Michael Garcia, another neighborhood resident, said he also wants more mental health for pediatric patients. But he doesn’t think the plan fits within the neighborhood, and he doesn’t completely buy the argument that the space will be conducive to patient healing.
“This is surrounded on four sides by homes,” he said. “It is not a park. It is not really what they're trying to make it out to be. It’s a residential community. I don't see the vision there. … Frankly, if that was what they were looking for, they're building a hospital on top of it.”
Garcia said in the past, students from the school have trespassed on neighbors’ property.

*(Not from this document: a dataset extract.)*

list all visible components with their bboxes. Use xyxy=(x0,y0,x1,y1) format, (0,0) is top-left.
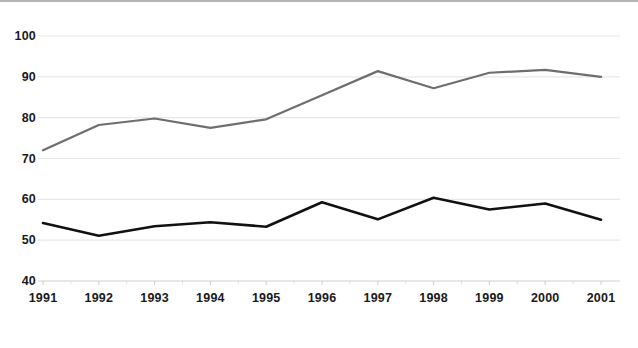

Both he and Cohen discussed an incident last year when adults restrained a child on a neighborhood lawn.
“This isn't something against KVC, and this isn’t something certainly against Children's Hospital,” he said. “It's the nature of the type of facility that is undoubtedly going to have risks.”
KVC and Children’s Hospital say they weren’t connected to the incident last year, but they are aware of problems that have occurred in the past. The new facility will have delayed-open doors, air tags for kids and other security measures in place. They also cite a study they commissioned that shows there won’t be changes to traffic patterns.
Cynthia Rogers, Washington University’s director of child psychiatry and a psychiatrist at Children’s Hospital, said she was disappointed in how some residents have spoken about prospective patients.
“It’s been quite discouraging and disappointing to hear how our patients have been described,” she said. “The way they’re describing them is not the way they would describe a child with any other illness.”
Increased needs
Mental health needs for children and teenagers have increased, particularly since the onset of the coronavirus pandemic, Rogers said.
“The rates of mental health symptoms and disorders have been increasing so significantly in the population, what had been sufficient 10 years ago is no longer sufficient,” she said.
Children’s Hospital used to log approximately 600 visits to the emergency department each year for behavioral health issues, she said. In 2023, that number had jumped to around 2,000, Rogers said.
For the most part, the patients we’re seeing have depression and suicidal ideation,” she said. “Most of the children … are presenting for suicidal attempts and mood disorders ... aggressive behavior is not what they’re presenting.”
What comes next?
Members of the North Webster Neighborhood Coalition, a nonprofit group concerned with the historical African-American area, are urging the city council to approve the zoning that would allow construction.
Coalition member Connie Evans said representatives from the project have met with the group.
“This project is a wonderful fit for our vision as a kind and caring community,” Evans wrote in an email. “While there have been issues in the past, we put our faith in [Children’s Hospital] to administer a safe and organized facility.”
So far, the project has received support from Webster Grove officials – the city’s Plan Commission late last year voted unanimously to approve it.
Now the future of the 23 acres is in the city council’s hands. A public hearing before the council is set for 7 p.m. Tuesday at city hall.
This story has been updated with comments from a member of the North Webster Neighborhood Coalition.